Undergraduate Courses

Legal Studies Course Schedules

WINTER 2026


Legal Studies Courses

course

description

LAW 101

Intro to US Law: Surveys United States legal system: presents structure and methods of the legal system and fundamentals of several substantive areas of law.

LAW 102

Intro to Criminal Law: Explores criminal law and statutes using primary and secondary sources.

LAW 103

Intro to Criminal Investigation: Examines the constitutional limitations on police officers’ authority to detain suspects, search them and their property, and interrogate them.

LAW 104

Intro to Business Law: Examines the context of everyday commerce, shaped by contract, tort, business entity, and securities law, to uncover how the law both affects and is affected by business.

LAW 201

Intro to Environmental Law and Policy: An introduction to environmental policy and law, with an overview of major themes and the regulatory framework. Focuses on community resilience.

LAW 202

Intro to Public International Law: An introduction to the origins, application, and main actors in international law, international institutions, and international legal processes.

LAW 203

Controversies in Constitutional Law: In-depth examination of five to seven landmark Supreme Court cases over the course of the term, spending three to four class sessions on each case.

LAW 204

Immigration and Citizenship: Interdisciplinary study of the way in which the American legal order has constituted citizenship.

LAW 301

Youth and Social Change: Explore how adults act on youth through law, mass media, policy, and social science, while investigating youth as agents of change, acting on their own perspective of law and justice.

LAW 304

American Law and Families: Examines the family through a legal lens: the rules that affect legal relationships among family members and laws related to family property.

LAW 410

Lawyers and the Legal Profession: This course introduces students to the roles of lawyers and legal professionals within the legal system.

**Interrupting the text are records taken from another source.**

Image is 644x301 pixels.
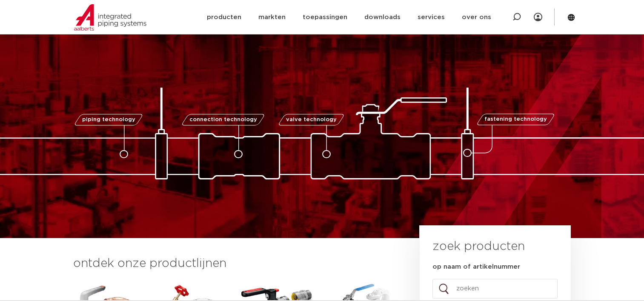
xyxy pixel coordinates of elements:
a: services [417,1,445,33]
label: op naam of artikelnummer [432,263,520,271]
h3: zoek producten [432,238,525,255]
nav: Menu [207,1,491,33]
a: over ons [462,1,491,33]
a: downloads [364,1,400,33]
a: toepassingen [302,1,347,33]
span: piping technology [82,117,135,123]
span: fastening technology [484,117,547,123]
h3: ontdek onze productlijnen [73,255,391,272]
input: zoeken [432,279,558,299]
a: producten [207,1,242,33]
span: valve technology [286,117,336,123]
a: markten [258,1,286,33]
span: connection technology [189,117,256,123]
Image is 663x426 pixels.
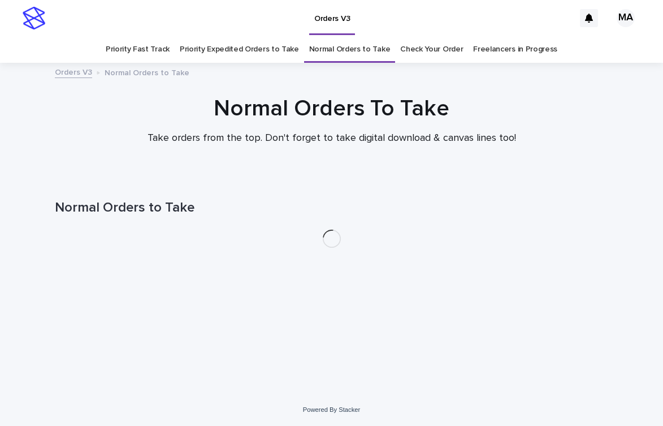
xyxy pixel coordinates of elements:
[106,132,558,145] p: Take orders from the top. Don't forget to take digital download & canvas lines too!
[106,36,170,63] a: Priority Fast Track
[180,36,299,63] a: Priority Expedited Orders to Take
[23,7,45,29] img: stacker-logo-s-only.png
[309,36,391,63] a: Normal Orders to Take
[617,9,635,27] div: MA
[473,36,558,63] a: Freelancers in Progress
[303,406,360,413] a: Powered By Stacker
[55,200,609,216] h1: Normal Orders to Take
[105,66,189,78] p: Normal Orders to Take
[55,95,609,122] h1: Normal Orders To Take
[400,36,463,63] a: Check Your Order
[55,65,92,78] a: Orders V3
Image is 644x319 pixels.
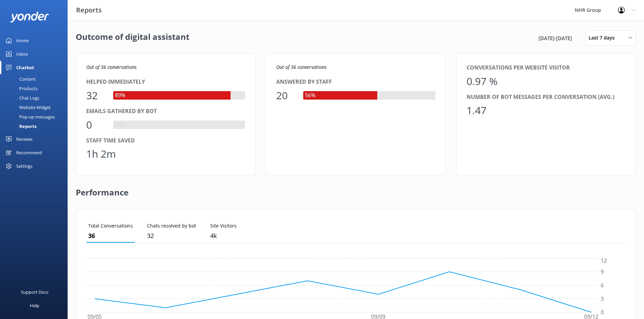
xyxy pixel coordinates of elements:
[589,34,619,42] span: Last 7 days
[88,222,133,229] p: Total Conversations
[76,176,128,203] h2: Performance
[4,103,68,112] a: Website Widget
[466,73,497,90] div: 0.97 %
[21,285,49,299] div: Support Docs
[16,146,42,159] div: Recommend
[210,231,237,241] p: 3,726
[86,78,245,87] div: Helped immediately
[4,84,68,93] a: Products
[276,88,297,104] div: 20
[16,159,33,173] div: Settings
[16,61,34,74] div: Chatbot
[539,34,572,42] span: [DATE] - [DATE]
[86,146,116,162] div: 1h 2m
[88,231,133,241] p: 36
[86,107,245,116] div: Emails gathered by bot
[16,34,29,47] div: Home
[4,122,68,131] a: Reports
[4,112,55,122] div: Pop-up messages
[86,64,137,70] i: Out of 36 conversations
[86,88,106,104] div: 32
[4,93,68,103] a: Chat Logs
[600,309,604,316] tspan: 0
[600,281,604,289] tspan: 6
[86,137,245,145] div: Staff time saved
[4,122,37,131] div: Reports
[276,64,327,70] i: Out of 36 conversations
[76,5,102,15] h3: Reports
[113,91,127,100] div: 89%
[4,84,38,93] div: Products
[600,257,607,265] tspan: 12
[147,222,196,229] p: Chats resolved by bot
[16,47,28,61] div: Inbox
[4,103,50,112] div: Website Widget
[466,93,625,102] div: Number of bot messages per conversation (avg.)
[76,30,189,46] h2: Outcome of digital assistant
[4,74,36,84] div: Content
[30,299,39,313] div: Help
[210,222,237,229] p: Site Visitors
[86,117,106,133] div: 0
[16,133,33,146] div: Reviews
[303,91,317,100] div: 56%
[276,78,435,87] div: Answered by staff
[4,74,68,84] a: Content
[4,112,68,122] a: Pop-up messages
[466,102,487,119] div: 1.47
[4,93,39,103] div: Chat Logs
[600,268,604,275] tspan: 9
[600,295,604,303] tspan: 3
[113,121,124,130] div: 0%
[466,63,625,72] div: Conversations per website visitor
[10,11,49,23] img: yonder-white-logo.png
[147,231,196,241] p: 32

Students will learn about a variety of types of legal practice, workplace cultures, and professional norms.

LAW 410

Hard Cases [Topics]: This course closely analyzes a landmark Supreme Court case (or group of interrelated cases), situating the case and its legal arguments within a broader legal, political and historical context. 

LAW 410

Media Representation of Law, Justice, and the Legal Profession [Topics]: This course delves into the diverse depictions of law in popular culture (within one selected genre of media), offering students the opportunity to critically evaluate what these portrayals reveal about the legal system and society's expectations of justice. 

LAW 416

Law, Justice and Accountability After Conflict: Historical and theoretical overview of the conflicts and international mechanisms, with a focus on cultural, historical, and legal forces that shape post-conflict peace-building efforts.

LAW 417

The Death Penalty: Explores the use of capital punishment in the United States, focusing on the law governing the death penalty, in the context of the criminal justice system, social science and policy.

LAW 418

Race and the Courts: This course explores the issue of race within American law and jurisprudence through historical and contemporary contexts. Students will gain an understanding of how claims about responsibility, community, rationality, equality, justice, and democracy have been used to justify or resist racial segregation, integration, access, and expulsion. 

LAW 419

Legal Secrets: Examines the different types of information that the law designates as “secret”. 

CRES 101

Intro to Conflict Resolution: Explores up-to-date conflict management theories and practical steps to communicate effectively in sensitive situations.

CRES 415

Conflict and Gender: Focuses on the multiple relationships among conflict, violence, and gender in situations of warfare, militarization, and peacemaking.

CRES 420

Restorative Justice: Provides a critical introduction to the principles and practices of restorative justice.

CRES 435

Israel and Palestine: Examination of the Palestinian and Israeli conflict. Evolution of the political struggle with a broad look at the human side of conflict, and examination of critical negotiation issues.

CRES 445

Conflicts of Incarceration: Issues of crime, incarceration, and justice within the Western context.